June 16, 2020 Reading Time: 4 minutes
Open Letter to the Institute for New Economic Thinking

I am an economist and Senior Research Fellow with the American Institute for Economic Research. As described by my colleague Phil Magness, the headline of an article from May 2018 was recently changed on your website from “Meet the Economist Behind the One Percent’s Stealth Takeover of America” to “Meet the Architect Behind America’s Racist Economics.” 

New Economic Thinking

I am writing to urge you to address this deeply problematic headline today, June 16, 2020. I make this letter open because I believe it addresses important issues regarding free-market economics and the fight against racism that I raise to challenge all sides of the economic debate.

While I do not like the idea that I need to qualify myself to criticize this headline, it may help my criticism resonate. As the son of parents who were politically active on the left in the 1960s, I very clearly recall racism as the first concept I ever associated with evil, too young to even remember the conversations that had planted that seed. My own evolution has been away from their progressive politics and especially left-leaning economics, but I believe I am honoring their values and trying to achieve their goals in the best (and woefully imperfect) way I know how.

I have nothing specific to add to the debate over economist James Buchanan and the book Democracy in Chains, the topic of the 2018 article in question. But as I describe here, the ideas Buchanan helped pioneer known broadly as public choice are one of three reasons I ultimately rejected state economic intervention as a means to achieve the goals I still share with many on the left, including fighting racism, poverty, access to education and healthcare, among others. 

Together, the public choice theory of Buchanan along with the ideas of competition and knowledge associated with F.A. Hayek and others answered the question that haunted me as a political progressive and economist trained in the quantitative neoclassical tradition: where, at least in my lifetime, had all the progress gone? Interestingly, many on the left have similarly tried to paint Hayek as a monster and make his ideas about knowledge and complexity go away rather than take them seriously.

Neither great thinker was eager to sell their ideas to the left. In the mid-twentieth century their imperative as they saw it was fighting socialism. I believe that in an increasingly complex world, the nation state as the chief driver of social progress is largely a dead end but that these ideas begin to illuminate a different and more robust path to progress. If I can convince a few from both the libertarian and progressive camps of these mutual goals, I will call it a good career.

As an aside, the idea that libertarian or free market economics as these thinkers approach it is the current policy status quo is a gross misconception. By and large mainstream American conservatives approach Buchanan and Hayek as mascots, brandishing their ideas as proof someone has thought about why big government doesn’t work while making all the same mistakes in the end as the left. I do my best to explain the confusion here.

The current calls for reflection, to ask oneself tough questions about where we haven’t risen to the imperative of righting still-existing wrongs in this country with respect to race, are ones to which I hope I can rise. I say all of the above not to claim any economic or moral authority on issues of race but to impart that I’m just one person doing my best, and just how much that struggle means to me.

This is why I find the current headline unacceptable. I realize in the context of our heated debates someone may have made this change in the moment and without much thought. I hope we are soon back in a time when I can debate you on the original headline and many of the underlying economic issues. For today, I simply urge you to change the headline back.

Opponents of free-market economics are entitled to their opinion. Victims of racism are entitled to their anger. But I have seen many attempts to smear whole groups of ideas such as public choice, which reasonable minds can and do see as helping illuminate solutions rather than problems, that amount to weaponizing our tragic history of racism to intimidate good-faith debate. I will not be intimidated. Treating this as a mistake and correcting it is the right thing to do in response to an unfortunate lapse in judgement. Failure to do so in my opinion would amount to among the most egregious instances of such crass intimidation I have seen.

I respectfully conclude by saying I hope this is the last I have to comment on the matter.

Sincerely yours,

Max Gulker

Senior Research Fellow, American Institute for Economic Research

Max Gulker

Max Gulker

Max Gulker is a former Senior Research Fellow at the American Institute for Economic Research. He is currently a Senior Fellow with the Reason Foundation. At AIER his research focused on two main areas: policy and technology. On the policy side, Gulker looked at how issues like poverty and access to education can be addressed with voluntary, decentralized approaches that don’t interfere with free markets. On technology, Gulker was interested in emerging fields like blockchain and cryptocurrencies, competitive issues raised by tech giants such as Facebook and Google, and the sharing economy.

Gulker frequently appears at conferences, on podcasts, and on television. Gulker holds a PhD in economics from Stanford University and a BA in economics from the University of Michigan. Prior to AIER, Max spent time in the private sector, consulting with large technology and financial firms on antitrust and other litigation. Follow @maxg_econ.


# WHAT THE TASK REQUIRES:
Pull out every line in the data that has the string "ffffff" in it.

☆ ☆ ☆ ☆ ☆ ☆ ☆

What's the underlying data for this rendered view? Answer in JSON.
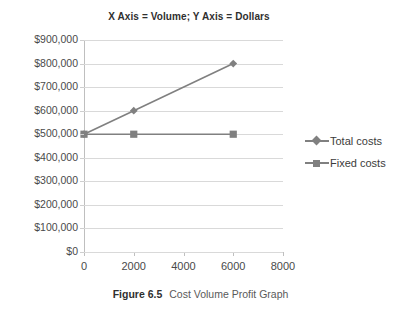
{
  "figure": {
    "caption_number": "Figure 6.5",
    "caption_text": "Cost Volume Profit Graph"
  },
  "chart_data": {
    "type": "line",
    "title": "X Axis =  Volume;  Y Axis = Dollars",
    "xlabel": "",
    "ylabel": "",
    "x": [
      0,
      2000,
      6000
    ],
    "xlim": [
      0,
      8000
    ],
    "ylim": [
      0,
      900000
    ],
    "xticks": [
      0,
      2000,
      4000,
      6000,
      8000
    ],
    "xtick_labels": [
      "0",
      "2000",
      "4000",
      "6000",
      "8000"
    ],
    "yticks": [
      0,
      100000,
      200000,
      300000,
      400000,
      500000,
      600000,
      700000,
      800000,
      900000
    ],
    "ytick_labels": [
      "$0",
      "$100,000",
      "$200,000",
      "$300,000",
      "$400,000",
      "$500,000",
      "$600,000",
      "$700,000",
      "$800,000",
      "$900,000"
    ],
    "grid": true,
    "grid_axis": "y",
    "legend_position": "right",
    "series": [
      {
        "name": "Total costs",
        "marker": "diamond",
        "color": "#808080",
        "x": [
          0,
          2000,
          6000
        ],
        "values": [
          500000,
          600000,
          800000
        ]
      },
      {
        "name": "Fixed costs",
        "marker": "square",
        "color": "#808080",
        "x": [
          0,
          2000,
          6000
        ],
        "values": [
          500000,
          500000,
          500000
        ]
      }
    ]
  },
  "legend": {
    "items": [
      {
        "label": "Total costs",
        "marker": "diamond"
      },
      {
        "label": "Fixed costs",
        "marker": "square"
      }
    ]
  },
  "colors": {
    "series": "#808080",
    "gridline": "#d9d9d9",
    "axis": "#bfbfbf",
    "text": "#3b3b3b",
    "background": "#ffffff"
  }
}
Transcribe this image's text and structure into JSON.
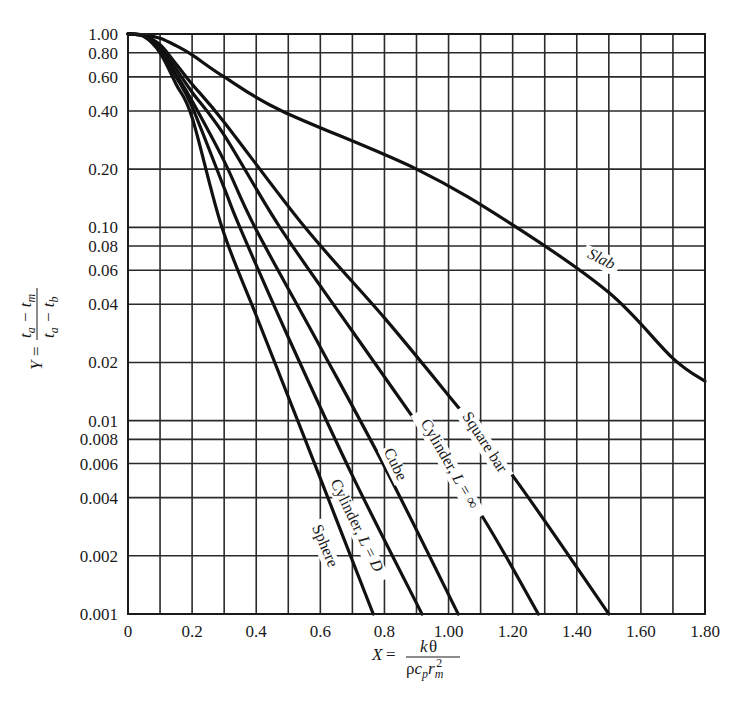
{
  "chart_data": {
    "type": "line",
    "title": "",
    "xlabel": "X = kθ / (ρ c_p r_m²)",
    "ylabel": "Y = (t_a − t_m) / (t_a − t_b)",
    "xscale": "linear",
    "yscale": "log",
    "xlim": [
      0,
      1.8
    ],
    "ylim": [
      0.001,
      1.0
    ],
    "grid": true,
    "legend": "none (inline curve labels)",
    "x_ticks": [
      0,
      0.2,
      0.4,
      0.6,
      0.8,
      1.0,
      1.2,
      1.4,
      1.6,
      1.8
    ],
    "x_tick_labels": [
      "0",
      "0.2",
      "0.4",
      "0.6",
      "0.8",
      "1.00",
      "1.20",
      "1.40",
      "1.60",
      "1.80"
    ],
    "x_minor_gridlines": [
      0.1,
      0.3,
      0.5,
      0.7,
      0.9,
      1.1,
      1.3,
      1.5,
      1.7
    ],
    "y_ticks": [
      1.0,
      0.8,
      0.6,
      0.4,
      0.2,
      0.1,
      0.08,
      0.06,
      0.04,
      0.02,
      0.01,
      0.008,
      0.006,
      0.004,
      0.002,
      0.001
    ],
    "y_tick_labels": [
      "1.00",
      "0.80",
      "0.60",
      "0.40",
      "0.20",
      "0.10",
      "0.08",
      "0.06",
      "0.04",
      "0.02",
      "0.01",
      "0.008",
      "0.006",
      "0.004",
      "0.002",
      "0.001"
    ],
    "series": [
      {
        "name": "Slab",
        "label": "Slab",
        "x": [
          0,
          0.05,
          0.1,
          0.15,
          0.2,
          0.3,
          0.48,
          0.9,
          1.2,
          1.5,
          1.7,
          1.8
        ],
        "y": [
          1.0,
          0.99,
          0.95,
          0.87,
          0.78,
          0.6,
          0.4,
          0.2,
          0.103,
          0.046,
          0.021,
          0.016
        ],
        "label_pos": {
          "x": 1.47,
          "y": 0.065,
          "angle": 26
        }
      },
      {
        "name": "Square bar",
        "label": "Square bar",
        "x": [
          0,
          0.05,
          0.1,
          0.15,
          0.2,
          0.3,
          0.552,
          0.8,
          1.0,
          1.2,
          1.5
        ],
        "y": [
          1.0,
          0.98,
          0.88,
          0.7,
          0.55,
          0.35,
          0.1,
          0.034,
          0.0135,
          0.0052,
          0.001
        ],
        "label_pos": {
          "x": 1.1,
          "y": 0.0075,
          "angle": 57
        }
      },
      {
        "name": "Cylinder, L = ∞",
        "label": "Cylinder, L = ∞",
        "x": [
          0,
          0.05,
          0.1,
          0.15,
          0.2,
          0.3,
          0.474,
          0.7,
          0.9,
          1.1,
          1.28
        ],
        "y": [
          1.0,
          0.98,
          0.86,
          0.66,
          0.5,
          0.3,
          0.1,
          0.029,
          0.0098,
          0.0033,
          0.001
        ],
        "label_pos": {
          "x": 0.99,
          "y": 0.0058,
          "angle": 60
        }
      },
      {
        "name": "Cube",
        "label": "Cube",
        "x": [
          0,
          0.05,
          0.1,
          0.15,
          0.2,
          0.3,
          0.396,
          0.6,
          0.8,
          1.03
        ],
        "y": [
          1.0,
          0.98,
          0.84,
          0.62,
          0.45,
          0.22,
          0.1,
          0.024,
          0.0058,
          0.001
        ],
        "label_pos": {
          "x": 0.82,
          "y": 0.0058,
          "angle": 64
        }
      },
      {
        "name": "Cylinder, L = D",
        "label": "Cylinder, L = D",
        "x": [
          0,
          0.05,
          0.1,
          0.15,
          0.2,
          0.3,
          0.349,
          0.5,
          0.7,
          0.917
        ],
        "y": [
          1.0,
          0.98,
          0.83,
          0.6,
          0.42,
          0.16,
          0.1,
          0.027,
          0.0052,
          0.001
        ],
        "label_pos": {
          "x": 0.7,
          "y": 0.0028,
          "angle": 64
        }
      },
      {
        "name": "Sphere",
        "label": "Sphere",
        "x": [
          0,
          0.05,
          0.1,
          0.15,
          0.2,
          0.293,
          0.4,
          0.55,
          0.765
        ],
        "y": [
          1.0,
          0.97,
          0.8,
          0.55,
          0.37,
          0.1,
          0.035,
          0.0082,
          0.001
        ],
        "label_pos": {
          "x": 0.6,
          "y": 0.0022,
          "angle": 67
        }
      }
    ]
  }
}
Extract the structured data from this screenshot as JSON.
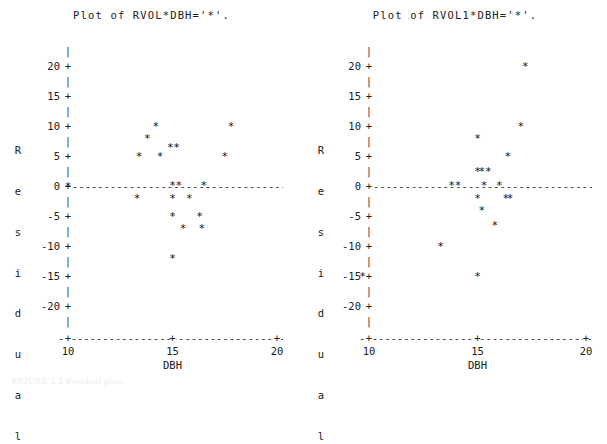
{
  "page": {
    "footnote": "FIGURE 3.3 Residual plots"
  },
  "plots": [
    {
      "id": "left",
      "title": "Plot of RVOL*DBH='*'.",
      "ylabel_chars": [
        "R",
        "e",
        "s",
        "i",
        "d",
        "u",
        "a",
        "l"
      ],
      "ylabel_text": "Residual",
      "xlabel": "DBH",
      "y_ticks": [
        "20",
        "15",
        "10",
        "5",
        "0",
        "-5",
        "-10",
        "-15",
        "-20"
      ],
      "y_tick_values": [
        20,
        15,
        10,
        5,
        0,
        -5,
        -10,
        -15,
        -20
      ],
      "x_ticks": [
        "10",
        "15",
        "20"
      ],
      "x_tick_values": [
        10,
        15,
        20
      ],
      "tick_marker": "+",
      "minor_marker": "|",
      "point_marker": "*",
      "zero_line_marker": "-"
    },
    {
      "id": "right",
      "title": "Plot of RVOL1*DBH='*'.",
      "ylabel_chars": [
        "R",
        "e",
        "s",
        "i",
        "d",
        "u",
        "a",
        "l"
      ],
      "ylabel_text": "Residual",
      "xlabel": "DBH",
      "y_ticks": [
        "20",
        "15",
        "10",
        "5",
        "0",
        "-5",
        "-10",
        "-15",
        "-20"
      ],
      "y_tick_values": [
        20,
        15,
        10,
        5,
        0,
        -5,
        -10,
        -15,
        -20
      ],
      "x_ticks": [
        "10",
        "15",
        "20"
      ],
      "x_tick_values": [
        10,
        15,
        20
      ],
      "tick_marker": "+",
      "minor_marker": "|",
      "point_marker": "*",
      "zero_line_marker": "-"
    }
  ],
  "chart_data": [
    {
      "type": "scatter",
      "title": "Plot of RVOL*DBH='*'.",
      "xlabel": "DBH",
      "ylabel": "Residual",
      "xlim": [
        9.0,
        20.6
      ],
      "ylim": [
        -22.5,
        22.5
      ],
      "grid": false,
      "legend": "none",
      "marker": "*",
      "series": [
        {
          "name": "RVOL",
          "points": [
            [
              10.0,
              0.0
            ],
            [
              13.3,
              -2.0
            ],
            [
              13.4,
              5.0
            ],
            [
              13.8,
              8.0
            ],
            [
              14.2,
              10.0
            ],
            [
              14.4,
              5.0
            ],
            [
              14.9,
              6.5
            ],
            [
              15.0,
              -12.0
            ],
            [
              15.0,
              -5.0
            ],
            [
              15.0,
              -2.0
            ],
            [
              15.0,
              0.2
            ],
            [
              15.2,
              6.5
            ],
            [
              15.3,
              0.2
            ],
            [
              15.5,
              -7.0
            ],
            [
              15.8,
              -2.0
            ],
            [
              16.3,
              -5.0
            ],
            [
              16.4,
              -7.0
            ],
            [
              16.5,
              0.2
            ],
            [
              17.5,
              5.0
            ],
            [
              17.8,
              10.0
            ]
          ]
        }
      ]
    },
    {
      "type": "scatter",
      "title": "Plot of RVOL1*DBH='*'.",
      "xlabel": "DBH",
      "ylabel": "Residual",
      "xlim": [
        9.0,
        20.6
      ],
      "ylim": [
        -22.5,
        22.5
      ],
      "grid": false,
      "legend": "none",
      "marker": "*",
      "series": [
        {
          "name": "RVOL1",
          "points": [
            [
              9.7,
              -15.0
            ],
            [
              13.3,
              -10.0
            ],
            [
              13.8,
              0.2
            ],
            [
              14.1,
              0.2
            ],
            [
              15.0,
              -15.0
            ],
            [
              15.0,
              -2.0
            ],
            [
              15.0,
              2.5
            ],
            [
              15.0,
              8.0
            ],
            [
              15.2,
              2.5
            ],
            [
              15.2,
              -4.0
            ],
            [
              15.3,
              0.2
            ],
            [
              15.5,
              2.5
            ],
            [
              15.8,
              -6.5
            ],
            [
              16.0,
              0.2
            ],
            [
              16.3,
              -2.0
            ],
            [
              16.4,
              5.0
            ],
            [
              16.5,
              -2.0
            ],
            [
              17.0,
              10.0
            ],
            [
              17.2,
              20.0
            ]
          ]
        }
      ]
    }
  ]
}
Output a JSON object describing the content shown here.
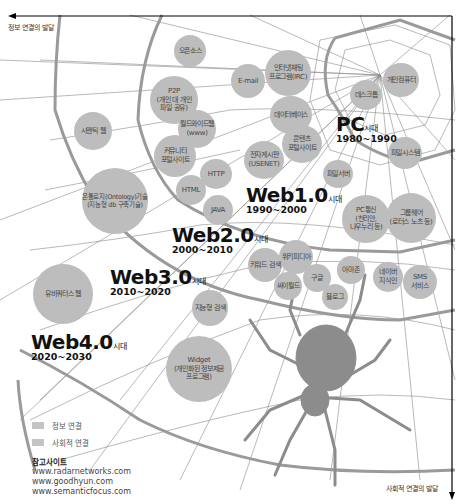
{
  "axes": {
    "horizontal_label": "정보 연결의 발달",
    "vertical_label": "사회적 연결의 발달"
  },
  "eras": [
    {
      "name": "PC",
      "suffix": "시대",
      "years": "1980~1990"
    },
    {
      "name": "Web1.0",
      "suffix": "시대",
      "years": "1990~2000"
    },
    {
      "name": "Web2.0",
      "suffix": "시대",
      "years": "2000~2010"
    },
    {
      "name": "Web3.0",
      "suffix": "시대",
      "years": "2010~2020"
    },
    {
      "name": "Web4.0",
      "suffix": "시대",
      "years": "2020~2030"
    }
  ],
  "nodes": [
    {
      "label": "오픈소스"
    },
    {
      "label": "P2P\n(개인 대 개인\n파일 공유)"
    },
    {
      "label": "E-mail"
    },
    {
      "label": "인터넷채팅\n프로그램(IRC)"
    },
    {
      "label": "시맨틱 웹"
    },
    {
      "label": "월드와이드웹\n(www)"
    },
    {
      "label": "커뮤니티\n포털사이트"
    },
    {
      "label": "데이터베이스"
    },
    {
      "label": "데스크톱"
    },
    {
      "label": "개인컴퓨터"
    },
    {
      "label": "콘텐츠\n포털사이트"
    },
    {
      "label": "전자게시판\n(USENET)"
    },
    {
      "label": "파일시스템"
    },
    {
      "label": "HTTP"
    },
    {
      "label": "HTML"
    },
    {
      "label": "JAVA"
    },
    {
      "label": "파일서버"
    },
    {
      "label": "온톨로지(Ontology)기술\n(지능형 db 구축기술)"
    },
    {
      "label": "PC통신\n(천리안,\n나우누리 등)"
    },
    {
      "label": "그룹웨어\n(로터스 노츠 등)"
    },
    {
      "label": "위키피디아"
    },
    {
      "label": "키워드 검색"
    },
    {
      "label": "아마존"
    },
    {
      "label": "네이버\n지식인"
    },
    {
      "label": "SMS\n서비스"
    },
    {
      "label": "구글"
    },
    {
      "label": "싸이월드"
    },
    {
      "label": "블로그"
    },
    {
      "label": "유비쿼터스 웹"
    },
    {
      "label": "지능형 검색"
    },
    {
      "label": "Widget\n(개인화된 정보제공\n프로그램)"
    }
  ],
  "legend": [
    {
      "label": "정보 연결",
      "color": "#c4c4c4"
    },
    {
      "label": "사회적 연결",
      "color": "#c4c4c4"
    }
  ],
  "references": {
    "title": "참고사이트",
    "sites": [
      "www.radarnetworks.com",
      "www.goodhyun.com",
      "www.semanticfocus.com"
    ]
  },
  "colors": {
    "node_fill": "#bdbdbd",
    "web_thread": "#9a9a9a",
    "spider": "#8c8c8c",
    "axis": "#000000"
  }
}
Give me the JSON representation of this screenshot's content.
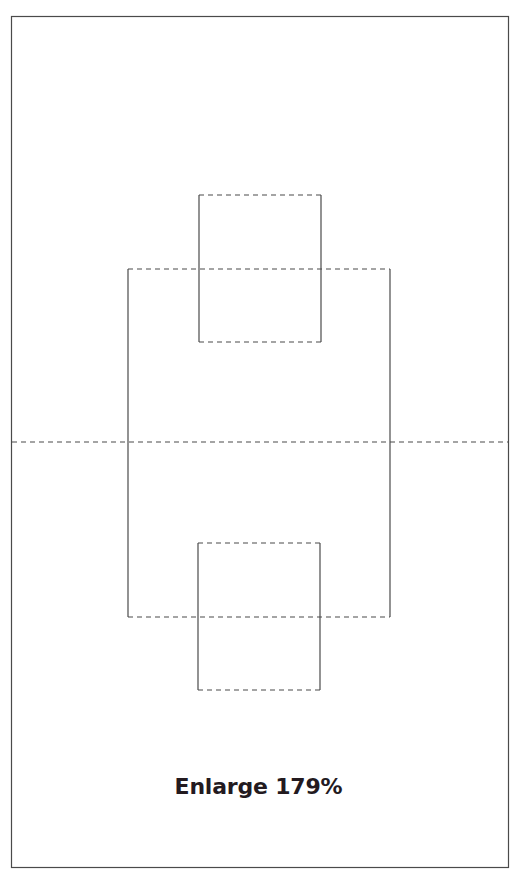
{
  "diagram": {
    "type": "papercraft-pattern",
    "colors": {
      "background": "#ffffff",
      "stroke": "#4a4a4a",
      "caption": "#231a1f"
    },
    "outer_frame": {
      "x": 11,
      "y": 16,
      "w": 498,
      "h": 852,
      "line": "solid"
    },
    "fold_line_center": {
      "y": 442,
      "x1": 11,
      "x2": 509,
      "line": "dashed"
    },
    "shapes": [
      {
        "name": "top-small-box",
        "x": 199,
        "y": 195,
        "w": 122,
        "h": 147,
        "sides": "left/right solid, top/bottom dashed"
      },
      {
        "name": "large-box",
        "x": 128,
        "y": 269,
        "w": 262,
        "h": 348,
        "sides": "left/right solid, top/bottom dashed"
      },
      {
        "name": "bottom-small-box",
        "x": 198,
        "y": 543,
        "w": 122,
        "h": 147,
        "sides": "left/right solid, top/bottom dashed"
      }
    ]
  },
  "caption": {
    "text": "Enlarge 179%"
  }
}
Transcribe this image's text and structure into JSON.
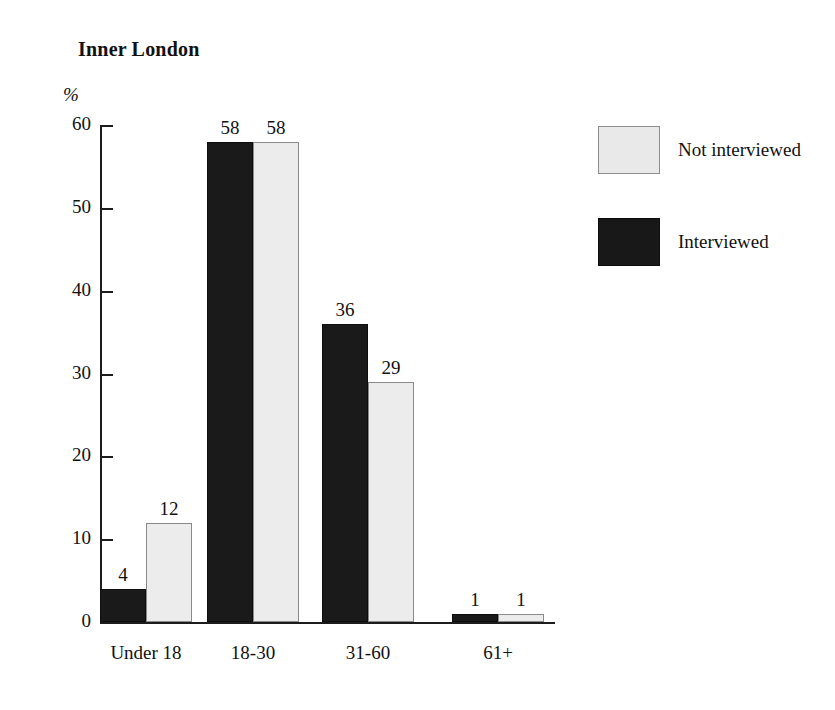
{
  "chart_data": {
    "type": "bar",
    "title": "Inner London",
    "xlabel": "",
    "ylabel": "%",
    "ylim": [
      0,
      60
    ],
    "yticks": [
      0,
      10,
      20,
      30,
      40,
      50,
      60
    ],
    "ytick_labels": [
      "0",
      "10",
      "20",
      "30",
      "40",
      "50",
      "60"
    ],
    "grid": false,
    "legend_position": "right",
    "categories": [
      "Under 18",
      "18-30",
      "31-60",
      "61+"
    ],
    "series": [
      {
        "name": "Interviewed",
        "color": "#1a1a1a",
        "values": [
          4,
          58,
          36,
          1
        ],
        "value_labels": [
          "4",
          "58",
          "36",
          "1"
        ]
      },
      {
        "name": "Not interviewed",
        "color": "#ececec",
        "values": [
          12,
          58,
          29,
          1
        ],
        "value_labels": [
          "12",
          "58",
          "29",
          "1"
        ]
      }
    ]
  },
  "legend": {
    "entries": [
      {
        "label": "Not interviewed",
        "swatch": "light"
      },
      {
        "label": "Interviewed",
        "swatch": "dark"
      }
    ]
  }
}
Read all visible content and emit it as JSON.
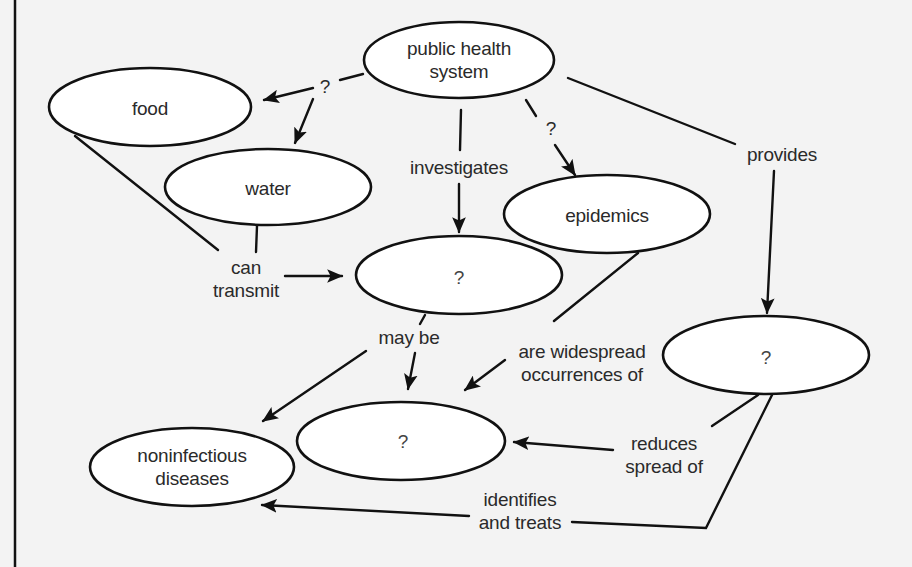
{
  "diagram": {
    "type": "concept-map",
    "colors": {
      "background": "#f3f3f3",
      "node_fill": "#ffffff",
      "stroke": "#111111",
      "text": "#2a2a2a"
    },
    "nodes": [
      {
        "id": "public_health_system",
        "label": "public health\nsystem",
        "cx": 459,
        "cy": 60,
        "rx": 95,
        "ry": 38
      },
      {
        "id": "food",
        "label": "food",
        "cx": 150,
        "cy": 107,
        "rx": 101,
        "ry": 39
      },
      {
        "id": "water",
        "label": "water",
        "cx": 268,
        "cy": 187,
        "rx": 103,
        "ry": 38
      },
      {
        "id": "epidemics",
        "label": "epidemics",
        "cx": 607,
        "cy": 214,
        "rx": 103,
        "ry": 39
      },
      {
        "id": "unknown_center",
        "label": "?",
        "cx": 459,
        "cy": 275,
        "rx": 103,
        "ry": 39
      },
      {
        "id": "unknown_right",
        "label": "?",
        "cx": 766,
        "cy": 355,
        "rx": 103,
        "ry": 39
      },
      {
        "id": "unknown_lower",
        "label": "?",
        "cx": 401,
        "cy": 441,
        "rx": 104,
        "ry": 39
      },
      {
        "id": "noninfectious_diseases",
        "label": "noninfectious\ndiseases",
        "cx": 192,
        "cy": 467,
        "rx": 102,
        "ry": 39
      }
    ],
    "link_labels": [
      {
        "id": "q_food_water",
        "label": "?",
        "x": 325,
        "y": 86
      },
      {
        "id": "investigates",
        "label": "investigates",
        "x": 459,
        "y": 167
      },
      {
        "id": "q_epidemics",
        "label": "?",
        "x": 551,
        "y": 128
      },
      {
        "id": "provides",
        "label": "provides",
        "x": 782,
        "y": 154
      },
      {
        "id": "can_transmit",
        "label": "can\ntransmit",
        "x": 246,
        "y": 279
      },
      {
        "id": "may_be",
        "label": "may be",
        "x": 409,
        "y": 337
      },
      {
        "id": "are_widespread",
        "label": "are widespread\noccurrences of",
        "x": 582,
        "y": 363
      },
      {
        "id": "reduces_spread",
        "label": "reduces\nspread of",
        "x": 664,
        "y": 455
      },
      {
        "id": "identifies_treats",
        "label": "identifies\nand treats",
        "x": 520,
        "y": 511
      }
    ],
    "edges": [
      {
        "from": "public_health_system",
        "via": "?",
        "to": "food"
      },
      {
        "from": "public_health_system",
        "via": "?",
        "to": "water"
      },
      {
        "from": "public_health_system",
        "via": "investigates",
        "to": "unknown_center"
      },
      {
        "from": "public_health_system",
        "via": "?",
        "to": "epidemics"
      },
      {
        "from": "public_health_system",
        "via": "provides",
        "to": "unknown_right"
      },
      {
        "from": "food",
        "via": "can transmit",
        "to": "unknown_center"
      },
      {
        "from": "water",
        "via": "can transmit",
        "to": "unknown_center"
      },
      {
        "from": "unknown_center",
        "via": "may be",
        "to": "noninfectious_diseases"
      },
      {
        "from": "unknown_center",
        "via": "may be",
        "to": "unknown_lower"
      },
      {
        "from": "epidemics",
        "via": "are widespread occurrences of",
        "to": "unknown_lower"
      },
      {
        "from": "unknown_right",
        "via": "reduces spread of",
        "to": "unknown_lower"
      },
      {
        "from": "unknown_right",
        "via": "identifies and treats",
        "to": "noninfectious_diseases"
      }
    ]
  }
}
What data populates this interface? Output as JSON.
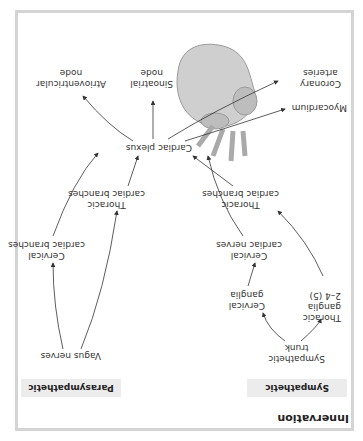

☆ ☆ ☆ ☆ ☆ ☆ ☆

# RESPONSE:
    "background": "#ffffff"
      "background": "#ffffff",
      "node_fill": "#ffffff",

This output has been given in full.